Dust kicks up in the wake of the bus and, turning her head North, Krista tries to close every orifice but involuntarily licks her lips and tastes powdered sugar. Looking up and to the South she catches them, giant rotating snow machines sprinkling sugar from the rooftops.
"Gak," she clears her throat in disgust, and an elderly man nods in agreement, or in time with headphones. Tiny blondes are dressed for the club, swathed in unnatural fibers and ringed by slouching striped-shirted men whose belts match their shoes. Sweet dust settles in their sticky hairdos and they do not notice that it glows in the light of their Bluetooth headsets.
The elderly man's mp3 player gives out with a click and he pulls it from his too-tight corduroy pockets and shakes it. When sugar comes shivering off the square screen along with the usual lint, he scowls up at Krista with mucusy eyes. She just wrinkles her nose at him and scratches her chin, but he thinks this is a gang sign, a rallying cry to the girl's hidden henchmen, and he lurches behind the lone, iron-fenced tree.
Hurt, Krista recedes from the curb and strides up the street through the sweet mist in search of a more personally conducive stop. Approaching the homeless man who halfheartedly hocks Streetwise outside the smoke shop, she imagines herself opening her wallet to him, emptying all of her cash, probably over forty dollars, into his faded paper cup. His squinty, sweaty face would light up at her and he would stammer appreciative words in a tumble so confused and excited that they could not form themselves rightly into sentences. He would praise God, undoubtedly; bless Her, personally; call her beautiful, likely. He would tell her she had a beautiful smile, as people always did if she were smiling, or beautiful eyes, as people always did if she were not smiling.
But she had passed him now without a nod or smile, and without money in his cup she was beautiful to no one. No matter. With sugar falling from the sky today, flour yesterday, it was liable to be eggs or yeast tomorrow and soon enough he could make all the meals he needed from the dust shaken off of tourists' umbrellas as they stared, giggling, up at the clouds.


**REQUIREMENT:**
What are the lines, word for word, from the line with "Locate an element" up to and including the line with "pyautogui.click(x=<x>, y=<y>)" in the records below? Omit the pictures.
*****
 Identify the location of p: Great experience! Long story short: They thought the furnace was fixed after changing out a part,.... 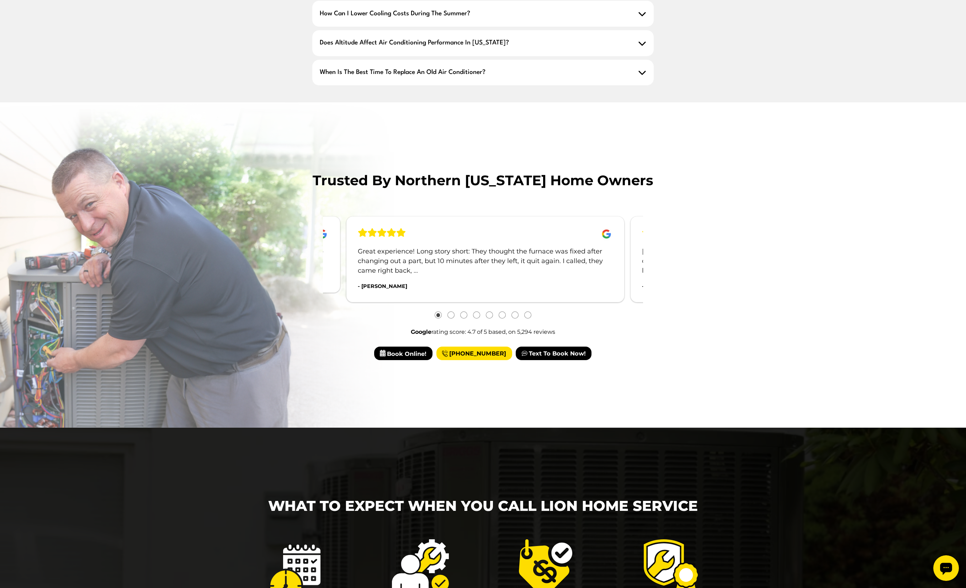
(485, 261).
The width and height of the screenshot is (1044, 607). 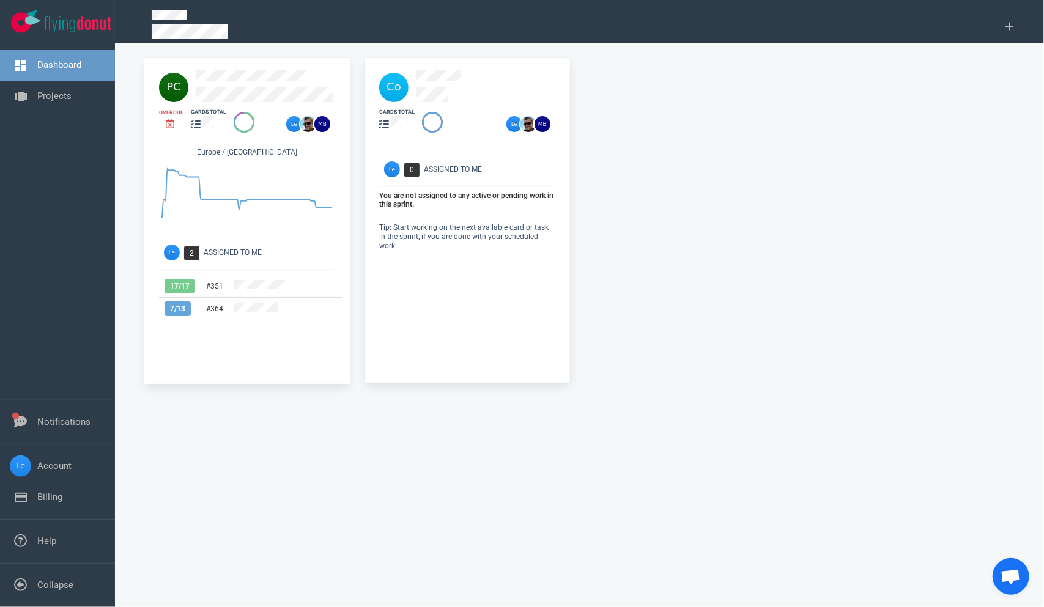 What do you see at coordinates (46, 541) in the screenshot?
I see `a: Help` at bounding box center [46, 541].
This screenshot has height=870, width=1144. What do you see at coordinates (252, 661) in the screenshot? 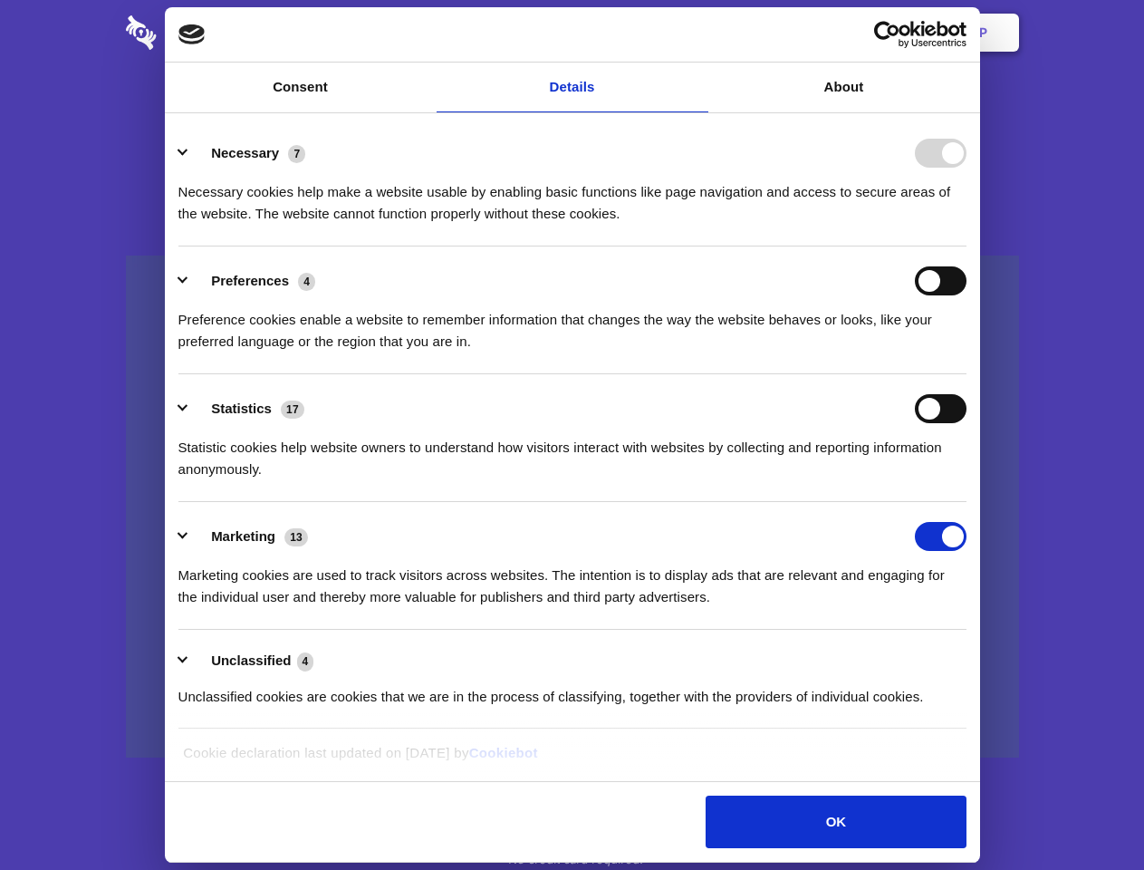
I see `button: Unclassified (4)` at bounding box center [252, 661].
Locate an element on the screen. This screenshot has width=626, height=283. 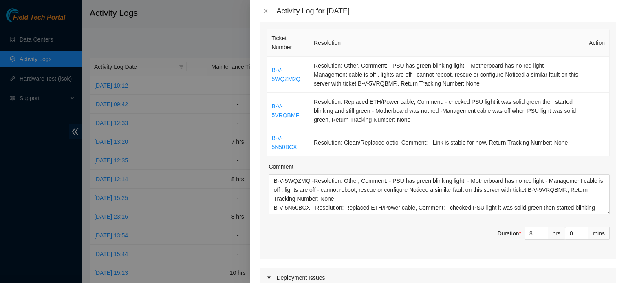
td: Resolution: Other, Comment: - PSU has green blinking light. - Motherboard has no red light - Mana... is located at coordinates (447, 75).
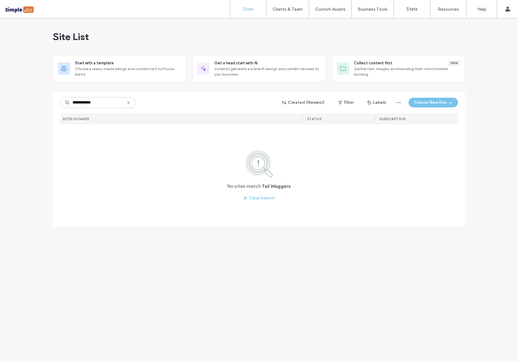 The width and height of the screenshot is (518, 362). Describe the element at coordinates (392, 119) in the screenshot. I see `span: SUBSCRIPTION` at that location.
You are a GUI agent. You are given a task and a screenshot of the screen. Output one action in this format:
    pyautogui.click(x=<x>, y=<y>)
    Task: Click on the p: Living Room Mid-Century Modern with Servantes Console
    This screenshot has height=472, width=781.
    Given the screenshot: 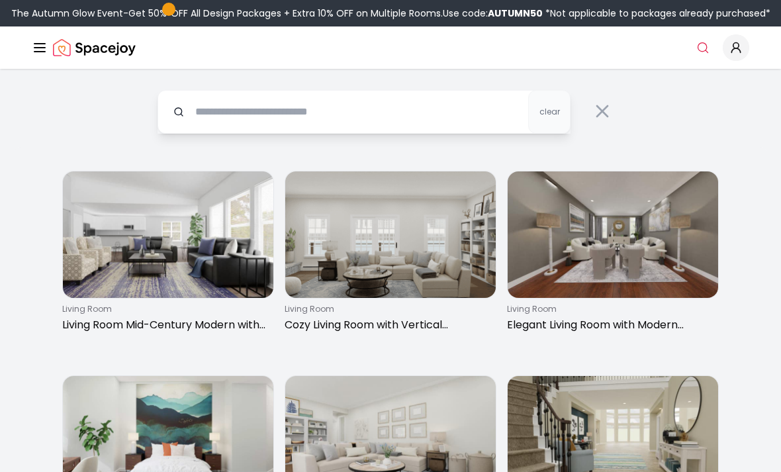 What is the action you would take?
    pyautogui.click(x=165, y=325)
*****
**TASK ANSWER:**
Locate an element on the screen. This screenshot has width=626, height=283. 
td: Resolution: Other, Comment: - PSU has green blinking light. - Motherboard has no red light - Mana... is located at coordinates (447, 75).
 The width and height of the screenshot is (518, 362). Describe the element at coordinates (392, 119) in the screenshot. I see `span: SUBSCRIPTION` at that location.
You are a GUI agent. You are given a task and a screenshot of the screen. Output one action in this format:
    pyautogui.click(x=<x>, y=<y>)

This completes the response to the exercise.